Making vertical video work for you

Making vertical video work for you

Your dog is doing something adorable in the backyard, and you reach for your phone.

Your baby niece shakily rises to her feet and takes her toddling first steps, and while everyone in the room cries out in delight and cajoles her to keep going, someone is recording the occasion for posterity, met with a chorus of “hey, can you send that to me?” the second the moment has passed.

A celebrity flubs a line during an interview, and the entire world sees it within minutes on a myriad of platforms, the footage replayed, forwarded and meme-ified within an inch of its life.

According to Pew Research Center’s February 2018 Mobile Fact Sheet, 77 percent of Americans use smartphones, which is more than double the number of smartphone-owners reported just seven years earlier. It’s no surprise, then, that mobile devices and digital content have reshaped the way we communicate, personally and professionally. This isn’t just reflected in the medium of communication — digital, texting, streaming content, email — but in the actual expressions themselves, from the shorthand of texting to emojis and, most recently, a steady surge in vertical video.

What is vertical video?

The label is as straightforward as it sounds: You grab your phone to shoot a video, and if you’re
like 94 percent of smartphone users, you hold your phone upright, or vertically (think portrait
orientation on your phone’s camera), not turning it to the side.

It makes sense that this is how our phone usage naturally evolved because this is the visual orientation of most social media platforms and the orientation of the phone in general — meant to fit easily in one hand while having a conversation or easy to hold while scrolling through feeds with your thumb.

Of course, you can turn your phone sideways to shoot a video, but can you remember the last time you did it? Probably not. And if you did, you found out your video didn’t have that seamless proportion ratio to your social media outlet when you posted it.

How we got here

How did it happen? Inseparably from social media platforms and smartphones. It might be a bit of a chicken-or-egg endeavor to figure out whether it was the orientation of our phones or our increasing engagement with social media platforms, which are now just as likely to be built mobile-app-first with a desktop iteration a secondary concern.
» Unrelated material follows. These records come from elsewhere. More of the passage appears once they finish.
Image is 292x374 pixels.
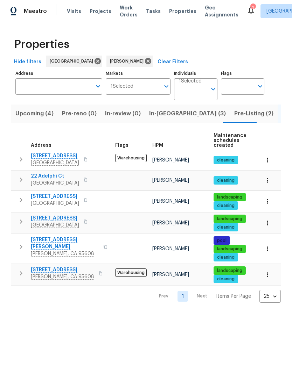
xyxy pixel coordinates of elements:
div: 1 [250,4,255,11]
span: Maintenance schedules created [213,133,246,148]
span: [PERSON_NAME] [152,272,189,277]
span: Address [31,143,51,148]
span: cleaning [214,178,237,184]
span: In-review (0) [105,109,141,119]
span: cleaning [214,276,237,282]
span: Flags [115,143,128,148]
span: [PERSON_NAME] [110,58,146,65]
span: cleaning [214,157,237,163]
button: Clear Filters [155,56,191,69]
span: Geo Assignments [205,4,238,18]
span: 22 Adelphi Ct [31,173,79,180]
span: cleaning [214,255,237,260]
div: [PERSON_NAME] [106,56,152,67]
span: 1 Selected [179,78,201,84]
span: Warehousing [115,269,147,277]
span: Pre-reno (0) [62,109,97,119]
label: Address [15,71,102,76]
span: landscaping [214,216,245,222]
label: Individuals [174,71,217,76]
span: 1 Selected [110,84,133,90]
span: Warehousing [115,154,147,162]
button: Open [93,81,103,91]
span: Projects [90,8,111,15]
span: cleaning [214,224,237,230]
span: [GEOGRAPHIC_DATA] [50,58,96,65]
span: pool [214,238,229,244]
span: [PERSON_NAME] [152,158,189,163]
label: Flags [221,71,264,76]
button: Hide filters [11,56,44,69]
span: In-[GEOGRAPHIC_DATA] (3) [149,109,226,119]
nav: Pagination Navigation [152,290,280,303]
span: [PERSON_NAME] [152,221,189,226]
p: Items Per Page [216,293,251,300]
span: Maestro [24,8,47,15]
span: [GEOGRAPHIC_DATA] [31,180,79,187]
span: Pre-Listing (2) [234,109,273,119]
button: Open [161,81,171,91]
span: [PERSON_NAME] [152,178,189,183]
span: Hide filters [14,58,41,66]
span: Clear Filters [157,58,188,66]
span: HPM [152,143,163,148]
span: Properties [14,41,69,48]
div: [GEOGRAPHIC_DATA] [46,56,102,67]
span: cleaning [214,203,237,209]
span: Tasks [146,9,160,14]
span: Properties [169,8,196,15]
label: Markets [106,71,171,76]
span: Upcoming (4) [15,109,53,119]
div: 25 [259,287,280,306]
span: landscaping [214,268,245,274]
span: Work Orders [120,4,137,18]
span: landscaping [214,194,245,200]
button: Open [208,84,218,94]
span: [PERSON_NAME] [152,199,189,204]
span: [PERSON_NAME] [152,247,189,251]
button: Open [255,81,265,91]
span: Visits [67,8,81,15]
span: landscaping [214,246,245,252]
a: Goto page 1 [177,291,188,302]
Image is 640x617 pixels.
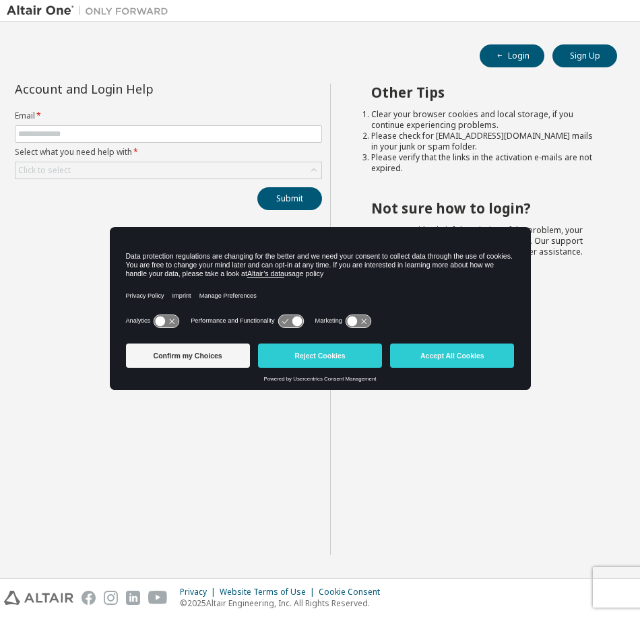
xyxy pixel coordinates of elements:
span: with a brief description of the problem, your registered e-mail id and company details. Our suppo... [371,224,582,257]
label: Email [15,110,322,121]
li: Please verify that the links in the activation e-mails are not expired. [371,152,592,174]
div: Account and Login Help [15,83,261,94]
h2: Other Tips [371,83,592,101]
button: Login [479,44,544,67]
h2: Not sure how to login? [371,199,592,217]
p: © 2025 Altair Engineering, Inc. All Rights Reserved. [180,597,388,609]
img: instagram.svg [104,590,118,605]
li: Clear your browser cookies and local storage, if you continue experiencing problems. [371,109,592,131]
div: Click to select [18,165,71,176]
a: Contact us [371,224,412,236]
div: Click to select [15,162,321,178]
label: Select what you need help with [15,147,322,158]
img: altair_logo.svg [4,590,73,605]
div: Website Terms of Use [219,586,318,597]
button: Sign Up [552,44,617,67]
li: Please check for [EMAIL_ADDRESS][DOMAIN_NAME] mails in your junk or spam folder. [371,131,592,152]
img: facebook.svg [81,590,96,605]
img: Altair One [7,4,175,18]
div: Cookie Consent [318,586,388,597]
img: linkedin.svg [126,590,140,605]
div: Privacy [180,586,219,597]
img: youtube.svg [148,590,168,605]
button: Submit [257,187,322,210]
Regardless of the true answer, all of these factors have inextricably affected user-end design and the aesthetics of how we view — and shoot — video content.

Snapchat pioneered the Stories format in the social realm, but the feature is now available on Instagram and Facebook too, and it has truly evolved how we tell and absorb stories. The Story format allows for video (vertical, of course) and photographic content, layered with text, filters or GIF animations. Also, the format represents another major revolution in how we display and consume content. Instead of scrolling through a feed, users move through a story from left to right, with newer content showing up to the right of the old, making it closer to the old-school experience of reading a hard-copy book.

What it means for you

As with any new social content platform or format, the uptick in vertical video presents challenges and opportunities (shoppable content, anyone?) for your brand and, ultimately, your business. Since Snapchat helped create the vertical video/Stories phenomenon in 2013, the format has spread throughout the social ecosystem, and more platforms than not sport the feature. As vertical’s reach has increased, everyone from major traditional media outlets to massive brands has embraced the opportunity to further engage with their base and capture new eyes on their content.
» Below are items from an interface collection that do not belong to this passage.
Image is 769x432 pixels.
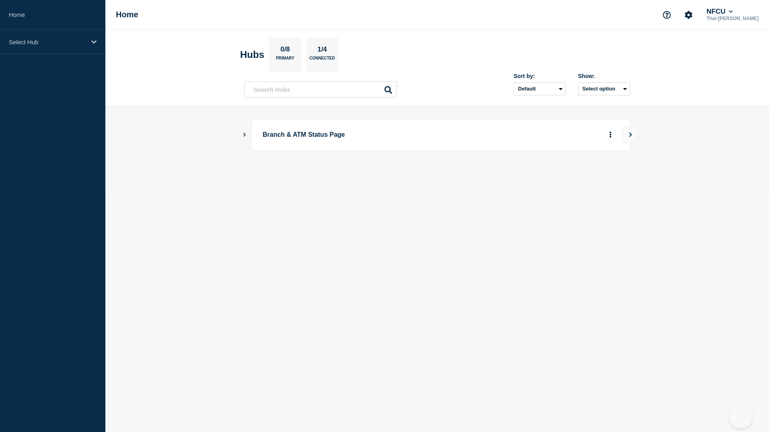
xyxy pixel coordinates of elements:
p: 1/4 [314,45,330,56]
p: Thai-[PERSON_NAME] [705,16,760,21]
button: Support [658,6,675,23]
button: More actions [605,127,615,142]
button: View [621,127,638,143]
select: Sort by [513,82,566,95]
div: Sort by: [513,73,566,79]
p: Branch & ATM Status Page [262,127,485,142]
button: NFCU [705,8,734,16]
h1: Home [116,10,138,19]
p: Primary [276,56,294,64]
button: Account settings [680,6,697,23]
iframe: Help Scout Beacon - Open [728,404,752,428]
h2: Hubs [240,49,264,60]
button: Select option [578,82,630,95]
div: Show: [578,73,630,79]
p: Connected [309,56,334,64]
p: 0/8 [277,45,293,56]
input: Search Hubs [244,81,397,98]
p: Select Hub [9,39,86,45]
button: Show Connected Hubs [242,132,246,138]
The close-cropped, inherently short nature of the format drastically affects the storytelling style, and it pays to be mindful that traditional content production methods might not transfer. On the plus side, the cost of production is often much lower.
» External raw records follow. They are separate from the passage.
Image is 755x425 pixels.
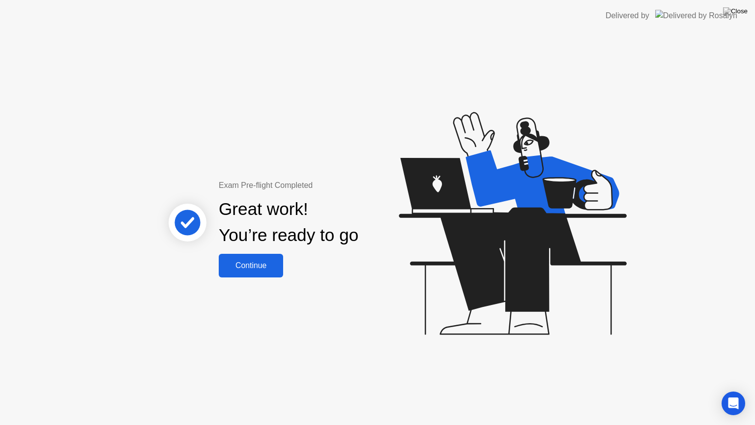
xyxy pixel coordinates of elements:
[222,261,280,270] div: Continue
[219,196,358,248] div: Great work! You’re ready to go
[219,254,283,277] button: Continue
[722,391,745,415] div: Open Intercom Messenger
[723,7,748,15] img: Close
[219,179,422,191] div: Exam Pre-flight Completed
[606,10,650,22] div: Delivered by
[655,10,738,21] img: Delivered by Rosalyn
If you’re looking to get started, here are a few tips for getting the ball rolling on your vertical video campaigns:

  • Dive in. Platforms are rolling out new features in their Stories sections all the time. It’s not a medium that lends itself to a traditional approach for content production, and experimentation is more likely to be read as just that, rather than a lack of facility with the medium.
  • Consider your consumer target demographics. We’ve established that Snapchat is the original, but consider this: Within a year of launching, Instagram was reporting double the daily number of users, and those numbers spike in younger demographics. If you’re looking to branch out into vertical and have established Instagram and Facebook channels, Instagram Stories is your best bet for increasing impressions and reach.
  • Influencers are an option, but if you haven’t worked with them, consider seeking the advice of a reputable digital-influencer agency that has experience with these types of contracts and the setting of expectations. At the micro level, think of asking a brand ambassador to do a daylong account takeover — as long as their brand is aligned with yours.
  • Share across platforms. There is a major benefit to this, and it’s simple: It makes your content go farther and work harder. Given the size of your reach, it’s possible that there’s very little overlap in your audience. Facebook and Instagram make this a pretty seamless option.
  • Interact and engage. Create a poll, re-share content, and try out all the bells and whistles. Do your core customers/clients spout your praises on social media? Ask them if you can share their reviews, feature them with a photo, ask them to take part in some vertical content. It’s likely that they’ll share the result with their networks as well.

While vertical video is by no means the death knell for horizontal or widescreen content, it’s become such a juggernaut in a mobile-content-consumption world that you’d be remiss to not take advantage.